Though the deal to buy PricewaterhouseCoopers' consulting arm has been scuttled, Hewlett-Packard executives say channel partners the consultants HP would have gained would have been able to coexist.
While some of HP's channel partners might have viewed the potential acquisition of 30,000 additional consultants with concern, "that's over with now," says Kevin Gilroy, general manager for North American channel alliances and partners.
If HP and PWC had been able to come to an agreement, "it would have modified our deployment strategy somewhat," Gilroy says. He declined to elaborate.
"[Our] organization is responsible for managing the relationships with our reselling partners--certainly the first and the second tier," says Doug Gibson, director of marketing for North American channel alliances at HP.

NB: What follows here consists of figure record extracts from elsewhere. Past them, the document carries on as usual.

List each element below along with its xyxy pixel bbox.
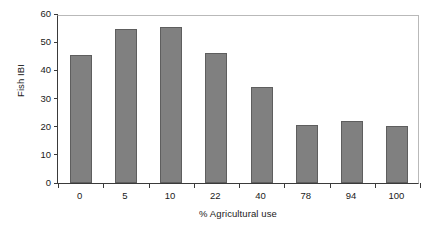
- x-tick-mark: [239, 183, 240, 188]
- bar: [205, 53, 227, 183]
- y-tick-label: 20: [40, 121, 51, 132]
- y-tick-mark: [54, 70, 58, 71]
- x-tick-mark: [420, 183, 421, 188]
- x-tick-mark: [58, 183, 59, 188]
- x-tick-label: 94: [329, 190, 374, 201]
- bar: [70, 55, 92, 183]
- y-tick-mark: [54, 126, 58, 127]
- y-tick-mark: [54, 98, 58, 99]
- y-axis-title: Fish IBI: [15, 51, 26, 111]
- y-tick-label: 10: [40, 149, 51, 160]
- x-tick-label: 0: [57, 190, 102, 201]
- x-tick-mark: [330, 183, 331, 188]
- y-tick-label: 50: [40, 36, 51, 47]
- y-tick-mark: [54, 14, 58, 15]
- bar: [115, 29, 137, 183]
- y-tick-label: 60: [40, 8, 51, 19]
- x-tick-mark: [284, 183, 285, 188]
- fish-ibi-bar-chart: Fish IBI 0102030405060 051022407894100 %…: [0, 0, 443, 240]
- y-tick-label: 30: [40, 93, 51, 104]
- x-tick-mark: [375, 183, 376, 188]
- y-tick-mark: [54, 42, 58, 43]
- x-tick-mark: [194, 183, 195, 188]
- bar: [251, 87, 273, 183]
- bar: [160, 27, 182, 183]
- y-tick-label: 0: [46, 177, 51, 188]
- x-axis-title: % Agricultural use: [57, 208, 419, 219]
- bar: [386, 126, 408, 183]
- y-tick-label: 40: [40, 64, 51, 75]
- plot-area: 0102030405060: [57, 15, 419, 184]
- x-tick-label: 40: [238, 190, 283, 201]
- x-tick-label: 100: [374, 190, 419, 201]
- bar: [341, 121, 363, 183]
- x-tick-mark: [149, 183, 150, 188]
- bar: [296, 125, 318, 183]
- y-tick-mark: [54, 154, 58, 155]
- x-tick-mark: [103, 183, 104, 188]
- x-tick-label: 22: [193, 190, 238, 201]
- x-tick-label: 10: [148, 190, 193, 201]
- x-tick-label: 78: [283, 190, 328, 201]
- x-tick-label: 5: [102, 190, 147, 201]
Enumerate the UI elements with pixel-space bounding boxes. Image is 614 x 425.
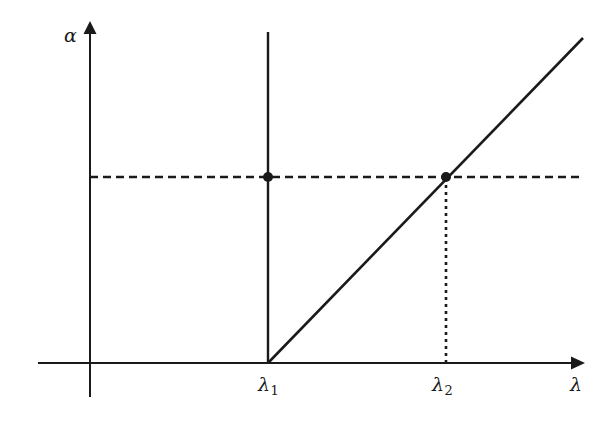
x-axis-arrow-icon [571,357,585,370]
tick-label-lambda-2-symbol: λ [432,373,444,395]
y-axis-label-alpha: α [64,26,77,45]
tick-label-lambda-2: λ2 [432,375,452,394]
tick-label-lambda-1: λ1 [258,375,278,394]
tick-label-lambda-2-subscript: 2 [445,383,453,398]
diagram-svg [0,0,614,425]
intersection-point-vertical-branch [263,172,273,182]
y-axis-arrow-icon [84,21,97,34]
intersection-point-diagonal-branch [441,172,451,182]
x-axis [38,357,585,370]
x-axis-label-lambda: λ [570,375,582,394]
y-axis [84,21,97,397]
diagonal-branch [268,38,583,363]
tick-label-lambda-1-subscript: 1 [271,383,279,398]
figure-canvas: α λ λ1 λ2 [0,0,614,425]
tick-label-lambda-1-symbol: λ [258,373,270,395]
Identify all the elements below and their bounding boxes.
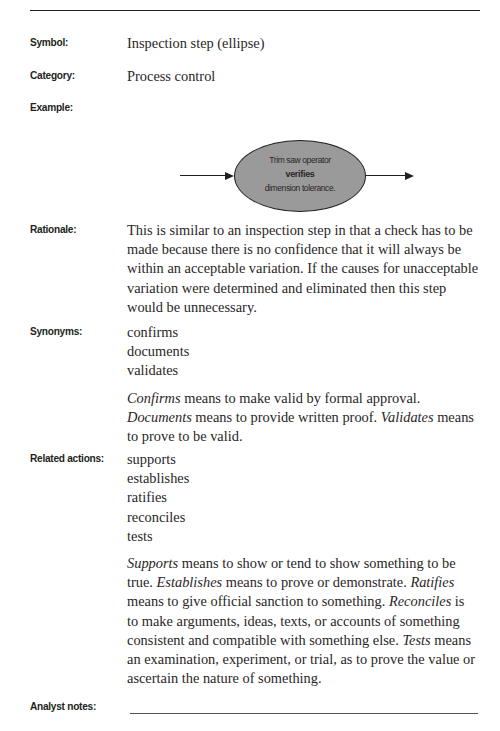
related-actions-label: Related actions:: [30, 452, 104, 464]
analyst-notes-field[interactable]: [130, 713, 478, 714]
ellipse-line-verb: verifies: [235, 169, 365, 179]
synonym-item: validates: [127, 361, 479, 380]
synonym-item: confirms: [127, 323, 479, 342]
top-rule: [30, 10, 480, 11]
definition-term: Validates: [381, 409, 434, 425]
definition-term: Establishes: [157, 574, 223, 590]
related-actions-definitions: Supports means to show or tend to show s…: [127, 554, 479, 688]
category-value: Process control: [127, 67, 479, 86]
category-label: Category:: [30, 69, 75, 81]
rationale-label: Rationale:: [30, 223, 76, 235]
definition-term: Tests: [402, 632, 430, 648]
definition-term: Ratifies: [410, 574, 454, 590]
related-actions-list: supports establishes ratifies reconciles…: [127, 450, 479, 546]
example-label: Example:: [30, 101, 73, 113]
ellipse-line-object: dimension tolerance.: [235, 183, 365, 193]
synonyms-value: confirms documents validates Confirms me…: [127, 323, 479, 446]
analyst-notes-label: Analyst notes:: [30, 700, 96, 712]
definition-text: means to make valid by formal approval.: [181, 390, 421, 406]
definition-term: Reconciles: [389, 593, 451, 609]
ellipse-line-actor: Trim saw operator: [235, 155, 365, 165]
related-action-item: supports: [127, 450, 479, 469]
example-diagram: Trim saw operator verifies dimension tol…: [180, 140, 440, 214]
definition-text: means to give official sanction to somet…: [127, 593, 389, 609]
outgoing-arrow-icon: [366, 175, 412, 176]
definition-term: Confirms: [127, 390, 181, 406]
synonyms-definitions: Confirms means to make valid by formal a…: [127, 389, 479, 447]
related-actions-value: supports establishes ratifies reconciles…: [127, 450, 479, 688]
related-action-item: reconciles: [127, 508, 479, 527]
related-action-item: establishes: [127, 469, 479, 488]
definition-text: means to provide written proof.: [192, 409, 381, 425]
inspection-step-ellipse: Trim saw operator verifies dimension tol…: [234, 140, 366, 212]
symbol-value: Inspection step (ellipse): [127, 34, 479, 53]
synonym-item: documents: [127, 342, 479, 361]
related-action-item: ratifies: [127, 488, 479, 507]
symbol-label: Symbol:: [30, 36, 68, 48]
incoming-arrow-icon: [180, 175, 232, 176]
definition-term: Supports: [127, 555, 178, 571]
rationale-text: This is similar to an inspection step in…: [127, 221, 479, 317]
synonyms-list: confirms documents validates: [127, 323, 479, 381]
synonyms-label: Synonyms:: [30, 325, 82, 337]
definition-term: Documents: [127, 409, 192, 425]
definition-text: means to prove or demonstrate.: [222, 574, 410, 590]
related-action-item: tests: [127, 527, 479, 546]
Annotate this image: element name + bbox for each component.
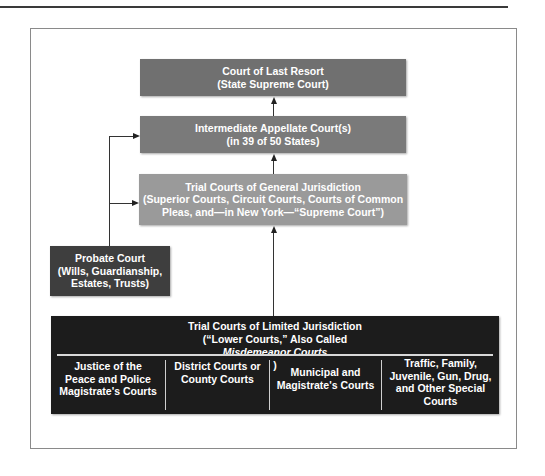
node-intermediate-appellate-court: Intermediate Appellate Court(s) (in 39 o… bbox=[140, 116, 406, 153]
subtitle-italic: Misdemeanor Courts bbox=[223, 346, 327, 358]
node-title: Probate Court bbox=[75, 252, 145, 265]
arrow-up-icon bbox=[271, 226, 277, 233]
connector-general-to-intermediate bbox=[273, 160, 274, 174]
column-line: Peace and Police bbox=[51, 373, 165, 386]
column-line: Magistrate's Courts bbox=[51, 385, 165, 398]
connector-probate-to-general bbox=[109, 203, 132, 204]
column-line: Magistrate's Courts bbox=[270, 379, 381, 392]
top-rule bbox=[0, 6, 508, 8]
node-title: Trial Courts of Limited Jurisdiction bbox=[51, 320, 499, 333]
column-line: District Courts or bbox=[166, 360, 269, 373]
connector-intermediate-to-last-resort bbox=[273, 103, 274, 116]
node-trial-courts-general-jurisdiction: Trial Courts of General Jurisdiction (Su… bbox=[139, 174, 407, 225]
node-title: Intermediate Appellate Court(s) bbox=[195, 122, 351, 135]
column-line: Traffic, Family, bbox=[382, 357, 499, 370]
connector-probate-vertical bbox=[109, 136, 110, 246]
column-line: and Other Special bbox=[382, 382, 499, 395]
arrow-up-icon bbox=[271, 154, 277, 161]
column-district-county-courts: District Courts or County Courts bbox=[166, 360, 269, 385]
node-subtitle: Estates, Trusts) bbox=[71, 277, 149, 290]
node-subtitle: (Superior Courts, Circuit Courts, Courts… bbox=[143, 193, 403, 206]
node-subtitle: (Wills, Guardianship, bbox=[58, 265, 162, 278]
node-trial-courts-limited-jurisdiction: Trial Courts of Limited Jurisdiction (“L… bbox=[51, 316, 499, 414]
column-line: Juvenile, Gun, Drug, bbox=[382, 370, 499, 383]
column-municipal-magistrate-courts: Municipal and Magistrate's Courts bbox=[270, 366, 381, 391]
arrow-right-icon bbox=[133, 133, 140, 139]
column-special-courts: Traffic, Family, Juvenile, Gun, Drug, an… bbox=[382, 357, 499, 407]
column-line: Justice of the bbox=[51, 360, 165, 373]
node-subtitle: Pleas, and—in New York—“Supreme Court”) bbox=[162, 206, 384, 219]
node-title: Court of Last Resort bbox=[222, 65, 324, 78]
node-subtitle: (in 39 of 50 States) bbox=[227, 135, 320, 148]
node-probate-court: Probate Court (Wills, Guardianship, Esta… bbox=[50, 246, 170, 296]
connector-limited-to-general bbox=[273, 232, 274, 316]
connector-probate-to-intermediate bbox=[109, 136, 133, 137]
arrow-up-icon bbox=[271, 97, 277, 104]
column-line: Municipal and bbox=[270, 366, 381, 379]
node-title: Trial Courts of General Jurisdiction bbox=[185, 181, 361, 194]
node-court-of-last-resort: Court of Last Resort (State Supreme Cour… bbox=[140, 59, 406, 96]
column-justice-of-the-peace: Justice of the Peace and Police Magistra… bbox=[51, 360, 165, 398]
column-line: County Courts bbox=[166, 373, 269, 386]
node-subtitle: (State Supreme Court) bbox=[217, 78, 328, 91]
subtitle-prefix: (“Lower Courts,” Also Called bbox=[51, 333, 499, 346]
header-divider bbox=[57, 354, 493, 356]
column-line: Courts bbox=[382, 395, 499, 408]
arrow-right-icon bbox=[132, 200, 139, 206]
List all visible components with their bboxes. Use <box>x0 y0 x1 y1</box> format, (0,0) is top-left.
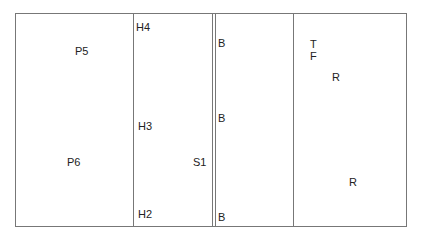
label-b-mid: B <box>218 112 225 124</box>
label-t: T <box>310 38 317 50</box>
label-b-top: B <box>218 37 225 49</box>
label-s1: S1 <box>193 156 206 168</box>
label-r-top: R <box>332 71 340 83</box>
label-f: F <box>310 50 317 62</box>
outer-frame <box>15 13 407 227</box>
double-divider-line-a <box>212 13 213 227</box>
label-r-bot: R <box>349 176 357 188</box>
label-b-bot: B <box>218 211 225 223</box>
label-h2: H2 <box>138 208 152 220</box>
double-divider-line-b <box>215 13 216 227</box>
label-h4: H4 <box>136 21 150 33</box>
label-p6: P6 <box>67 156 80 168</box>
divider-line-3 <box>293 13 294 227</box>
label-p5: P5 <box>75 45 88 57</box>
divider-line-1 <box>133 13 134 227</box>
label-h3: H3 <box>138 120 152 132</box>
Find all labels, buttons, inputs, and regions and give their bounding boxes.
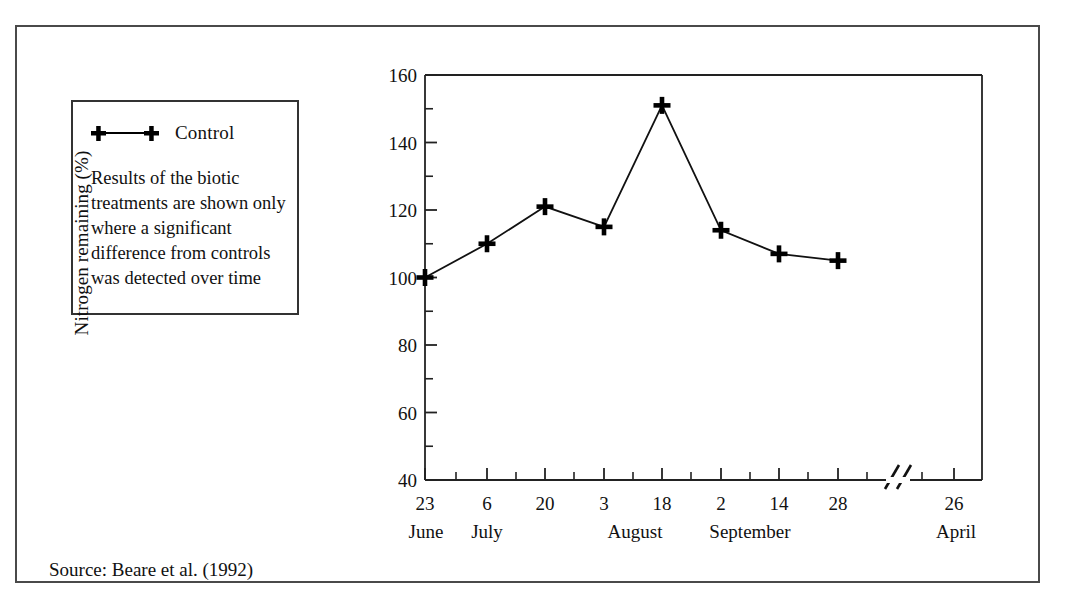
y-tick-label: 40 [398, 470, 417, 491]
x-tick-month: April [936, 521, 976, 542]
x-tick-day: 6 [482, 493, 492, 514]
y-tick-labels: 160 140 120 100 80 60 40 [389, 65, 418, 491]
axis-break-mask [886, 477, 910, 483]
data-point-marker [660, 97, 665, 114]
x-tick-day: 28 [829, 493, 848, 514]
y-tick-label: 120 [389, 200, 418, 221]
data-point-marker [777, 245, 782, 262]
x-tick-day: 26 [945, 493, 964, 514]
figure-container: Control Results of the biotic treatments… [0, 0, 1068, 615]
x-major-ticks [425, 468, 954, 480]
data-point-marker [485, 235, 490, 252]
data-point-marker [602, 218, 607, 235]
x-tick-day: 18 [653, 493, 672, 514]
series-markers-control [417, 97, 847, 286]
series-control [417, 97, 847, 286]
y-tick-label: 60 [398, 403, 417, 424]
y-tick-label: 140 [389, 133, 418, 154]
data-point-marker [836, 252, 841, 269]
x-tick-day: 2 [716, 493, 726, 514]
x-tick-day: 20 [536, 493, 555, 514]
y-tick-label: 160 [389, 65, 418, 86]
x-minor-ticks [456, 472, 922, 480]
x-tick-month: September [709, 521, 791, 542]
chart-plot: 160 140 120 100 80 60 40 [17, 27, 1038, 581]
x-tick-month: August [608, 521, 664, 542]
x-tick-day: 3 [599, 493, 609, 514]
axis-lines [425, 75, 982, 480]
x-tick-month: June [409, 521, 444, 542]
data-point-marker [543, 198, 548, 215]
y-tick-label: 100 [389, 268, 418, 289]
y-tick-label: 80 [398, 335, 417, 356]
x-tick-month: July [471, 521, 503, 542]
data-point-marker [423, 269, 428, 286]
x-tick-day: 23 [416, 493, 435, 514]
figure-outer-frame: Control Results of the biotic treatments… [15, 25, 1040, 583]
x-tick-day: 14 [770, 493, 790, 514]
x-tick-month-labels: June July August September April [409, 521, 976, 542]
x-tick-day-labels: 23 6 20 3 18 2 14 28 26 [416, 493, 964, 514]
data-point-marker [719, 222, 724, 239]
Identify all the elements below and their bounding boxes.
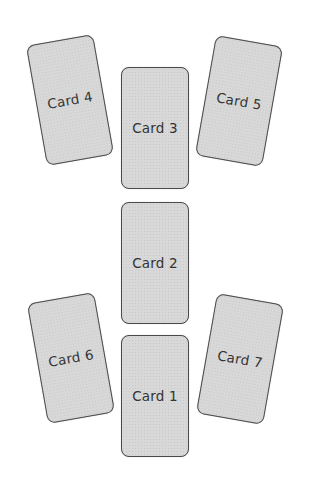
card-5-label: Card 5 bbox=[215, 89, 263, 113]
card-5: Card 5 bbox=[195, 35, 283, 167]
card-3-label: Card 3 bbox=[132, 120, 178, 136]
card-7-label: Card 7 bbox=[216, 347, 264, 371]
card-3: Card 3 bbox=[121, 67, 189, 189]
card-7: Card 7 bbox=[196, 293, 284, 425]
card-1-label: Card 1 bbox=[132, 388, 178, 404]
card-4: Card 4 bbox=[26, 34, 114, 166]
card-2: Card 2 bbox=[121, 202, 189, 324]
card-1: Card 1 bbox=[121, 335, 189, 457]
card-6: Card 6 bbox=[27, 292, 115, 424]
card-6-label: Card 6 bbox=[47, 346, 95, 370]
card-4-label: Card 4 bbox=[46, 88, 94, 112]
card-2-label: Card 2 bbox=[132, 255, 178, 271]
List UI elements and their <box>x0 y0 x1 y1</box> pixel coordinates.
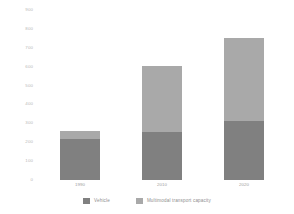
y-axis-tick-label: 800 <box>25 27 33 31</box>
chart-legend: Vehicle Multimodal transport capacity <box>0 198 294 204</box>
x-axis-tick-label: 1990 <box>75 183 85 187</box>
legend-item-label: Vehicle <box>94 199 110 204</box>
y-axis-tick-label: 900 <box>25 8 33 12</box>
bar-segment-vehicle[interactable] <box>60 139 100 180</box>
y-axis-tick-label: 600 <box>25 64 33 68</box>
bar-stack[interactable] <box>142 66 182 180</box>
y-axis-tick-label: 100 <box>25 159 33 163</box>
y-axis-tick-label: 700 <box>25 46 33 50</box>
bar-series: 1990 2010 2020 <box>38 10 286 180</box>
legend-item-vehicle[interactable]: Vehicle <box>83 198 110 204</box>
plot-area: 900 800 700 600 500 400 300 200 100 0 19… <box>38 10 286 180</box>
bar-segment-vehicle[interactable] <box>224 121 264 180</box>
bar-stack[interactable] <box>60 131 100 180</box>
bar-segment-multimodal[interactable] <box>224 38 264 121</box>
y-axis-tick-label: 500 <box>25 83 33 87</box>
stacked-bar-chart: 900 800 700 600 500 400 300 200 100 0 19… <box>0 0 294 214</box>
y-axis-tick-label: 200 <box>25 140 33 144</box>
bar-segment-multimodal[interactable] <box>60 131 100 140</box>
legend-item-label: Multimodal transport capacity <box>147 199 211 204</box>
legend-item-multimodal[interactable]: Multimodal transport capacity <box>136 198 211 204</box>
y-axis-tick-label: 300 <box>25 121 33 125</box>
bar-segment-vehicle[interactable] <box>142 132 182 180</box>
legend-swatch-icon <box>136 198 143 204</box>
x-axis-tick-label: 2010 <box>157 183 167 187</box>
legend-swatch-icon <box>83 198 90 204</box>
y-axis-tick-label: 0 <box>30 178 33 182</box>
y-axis-tick-label: 400 <box>25 102 33 106</box>
x-axis-tick-label: 2020 <box>239 183 249 187</box>
bar-stack[interactable] <box>224 38 264 180</box>
bar-segment-multimodal[interactable] <box>142 66 182 132</box>
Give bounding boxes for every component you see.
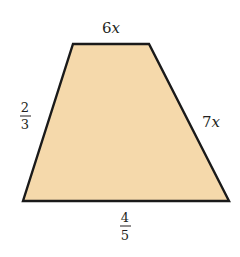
bottom-side-denominator: 5 xyxy=(121,228,129,243)
right-side-label: 7x xyxy=(202,113,221,131)
left-side-denominator: 3 xyxy=(21,117,29,132)
top-side-coefficient: 6 xyxy=(102,19,112,37)
bottom-side-label: 4 5 xyxy=(120,210,131,243)
left-side-numerator: 2 xyxy=(21,100,29,115)
top-side-label: 6x xyxy=(102,19,121,37)
right-side-coefficient: 7 xyxy=(202,113,212,131)
trapezoid-diagram: 6x 7x 2 3 4 5 xyxy=(0,0,240,257)
left-side-label: 2 3 xyxy=(20,100,31,132)
right-side-variable: x xyxy=(212,113,221,131)
trapezoid-shape xyxy=(23,44,229,201)
top-side-variable: x xyxy=(112,19,121,37)
bottom-side-numerator: 4 xyxy=(121,210,129,225)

"We're also responsible for systems integration for ISV partners as well. It's not just the reselling partners," Gibson says. "At the end of the day--and I don't want to get into hypothetical situations because it didn't happen--we're the people that are going to have to work with integration partners as well [as ISVs], and figure out where we partner and where we don't," he says.
"PWC would've introduced new variables into the situation," Gibson says, again declining to elaborate.
In September, HP reportedly was willing to pay up to $18 billion for PWC's consulting unit. In October, the amount HP would pony up decreased to a maximum of $15 billion.
Earlier this month, the companies broke off discussions, with HP Chairman and CEO Carly Fiorina citing "market conditions" as the central reason the bid was dropped.
HP is consolidating multiple channel programs into one unified program to better serve channel partners' needs, Gilroy says. (See Monday's issue of CRN for details).
"Our overall philosophy moving forward is that we want to be extremely predictable to the channel," Gilroy says.